Grass Seed Calculator
Pounds of seed for a new lawn or overseeding — rates for five common US grasses.
Last updated
You need
9.0lbs of seed
at the extension-service rate for your grass and project
- Lawn area
- 1,000 sq ft
- Rate applied
- 9.00 lbs / 1,000 sq ft
How to use the grass seed calculator
Measure the lawn area in feet — length times width — and split odd shapes into rough rectangles, running the calculator per section. For established yards, pacing it off is fine; seed quantities are forgiving at the edges. The number that is NOT forgiving is the rate, which is why the grass-type select does the real work here.
Seeding rates differ wildly by species, and it isn’t marketing — it’s seed size. Tall fescue seeds are big (about 230,000 per pound), so covering 1,000 sq ft takes roughly 9 lbs. Kentucky bluegrass seeds are tiny (over 1.4 million per pound), so 3 lbs blankets the same ground. Bermudagrass is tinier still, hence 1.5 lbs. The rates in this calculator are midpoints of US university extension-service recommendations for NEW lawns; your seed bag will print its own range, and if it differs meaningfully from the preset, trust the bag.
The project select cuts the rate in half for overseeding — spreading seed into an existing lawn to thicken it. Existing grass already occupies most of the soil contact a seedling needs, so full-rate overseeding just feeds birds and washes into gutters. New-lawn rate is for bare or nearly bare soil: a fresh grade, a renovation after killing off the old turf, or repair patches raked to dirt.
Resist the "double it for insurance" instinct — over-seeding a new lawn is a real failure mode, not extra credit. Seedlings packed too densely compete for the same light, water, and nitrogen; they come up thin-bladed and weak, stay vulnerable to damping-off fungus, and the stand often looks worse at week six than a correctly seeded lawn. If you want insurance, spend it on soil contact (rake the seed in lightly and roll it) and on watering discipline, not on extra pounds of seed.
Timing beats quantity, too. Cool-season grasses — tall fescue, Kentucky bluegrass, perennial ryegrass, fine fescue — establish best seeded in late summer to early fall, with early spring a second choice. Warm-season bermudagrass wants late spring through early summer, once soil reliably tops 65°F. Seed a cool-season lawn in June or bermuda in October and no rate will save it; seed in the right window and these rates produce a full stand in one season.
The formula
Area in thousands of square feet, times the species rate, halved for overseeding:
lbs of seed = (length × width ÷ 1,000) × rate × project factor
rates (new lawn, lbs/1,000 sq ft): tall fescue 9 · KBG 3 · perennial rye 8 · fine fescue 5 · bermuda 1.5
project factor: new lawn = 1 · overseeding = 0.5Worked example with the defaults: a 25 × 40 ft area is exactly 1,000 sq ft. Tall fescue at the new-lawn rate is 9 lbs; switch the project to overseeding and the same area needs 4.5 lbs. The same 1,000 sq ft in Kentucky bluegrass would take just 3 lbs — smaller seed, more seeds per pound.
Buy to the nearest bag size at or above the number — and check the label’s pure-live-seed math (germination % × purity %) on bargain mixes; a cheap bag that’s 30% filler isn’t cheap.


In the entries below, find the line with "This screenshot has width=1486, height=705." and the line with "pyautogui.click(x=<x>, y=<y>)"; give again those lines and every line between them, exactly.

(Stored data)
++++

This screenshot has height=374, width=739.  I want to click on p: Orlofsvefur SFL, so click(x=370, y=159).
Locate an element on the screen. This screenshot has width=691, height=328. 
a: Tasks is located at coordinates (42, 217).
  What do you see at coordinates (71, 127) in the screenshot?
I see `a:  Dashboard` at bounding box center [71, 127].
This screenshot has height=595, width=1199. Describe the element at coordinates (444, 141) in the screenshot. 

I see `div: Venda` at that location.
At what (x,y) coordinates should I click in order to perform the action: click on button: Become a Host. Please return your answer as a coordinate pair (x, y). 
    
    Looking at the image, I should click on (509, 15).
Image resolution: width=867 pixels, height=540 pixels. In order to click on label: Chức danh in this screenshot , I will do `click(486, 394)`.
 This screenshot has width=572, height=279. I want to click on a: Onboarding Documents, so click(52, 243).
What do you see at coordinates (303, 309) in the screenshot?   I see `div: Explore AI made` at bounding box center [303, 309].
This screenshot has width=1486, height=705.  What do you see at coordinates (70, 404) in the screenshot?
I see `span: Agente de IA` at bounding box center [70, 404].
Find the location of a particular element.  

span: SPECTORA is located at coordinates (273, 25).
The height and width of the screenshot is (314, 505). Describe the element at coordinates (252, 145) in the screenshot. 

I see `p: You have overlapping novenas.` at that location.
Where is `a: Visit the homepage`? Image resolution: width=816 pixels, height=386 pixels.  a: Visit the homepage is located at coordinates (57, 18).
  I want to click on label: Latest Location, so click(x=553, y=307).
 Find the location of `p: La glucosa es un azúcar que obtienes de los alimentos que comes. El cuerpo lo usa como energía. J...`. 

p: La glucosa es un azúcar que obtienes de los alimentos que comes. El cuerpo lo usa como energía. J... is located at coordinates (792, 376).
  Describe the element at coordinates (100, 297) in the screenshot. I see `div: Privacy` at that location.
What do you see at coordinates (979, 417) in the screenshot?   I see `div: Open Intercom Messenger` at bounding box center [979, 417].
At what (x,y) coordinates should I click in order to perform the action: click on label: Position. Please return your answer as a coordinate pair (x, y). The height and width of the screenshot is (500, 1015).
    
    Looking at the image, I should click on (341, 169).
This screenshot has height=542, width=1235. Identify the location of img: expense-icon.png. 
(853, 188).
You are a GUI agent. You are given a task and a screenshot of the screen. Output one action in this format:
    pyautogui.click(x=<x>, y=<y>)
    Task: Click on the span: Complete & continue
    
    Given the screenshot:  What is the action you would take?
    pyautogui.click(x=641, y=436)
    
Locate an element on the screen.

++++

→ ANSWER FOR THIS EXERCISE
This screenshot has width=1486, height=705.  What do you see at coordinates (70, 404) in the screenshot?
I see `span: Agente de IA` at bounding box center [70, 404].
Find the location of a particular element.  

span: SPECTORA is located at coordinates (273, 25).
The height and width of the screenshot is (314, 505). Describe the element at coordinates (252, 145) in the screenshot. 

I see `p: You have overlapping novenas.` at that location.
Where is `a: Visit the homepage`? Image resolution: width=816 pixels, height=386 pixels.  a: Visit the homepage is located at coordinates (57, 18).
  I want to click on label: Latest Location, so click(x=553, y=307).
 Find the location of `p: La glucosa es un azúcar que obtienes de los alimentos que comes. El cuerpo lo usa como energía. J...`. 

p: La glucosa es un azúcar que obtienes de los alimentos que comes. El cuerpo lo usa como energía. J... is located at coordinates (792, 376).
  Describe the element at coordinates (100, 297) in the screenshot. I see `div: Privacy` at that location.
What do you see at coordinates (979, 417) in the screenshot?   I see `div: Open Intercom Messenger` at bounding box center [979, 417].
At what (x,y) coordinates should I click in order to perform the action: click on label: Position. Please return your answer as a coordinate pair (x, y). The height and width of the screenshot is (500, 1015).
    
    Looking at the image, I should click on (341, 169).
This screenshot has height=542, width=1235. Identify the location of img: expense-icon.png. 
(853, 188).
You are a GUI agent. You are given a task and a screenshot of the screen. Output one action in this format:
    pyautogui.click(x=<x>, y=<y>)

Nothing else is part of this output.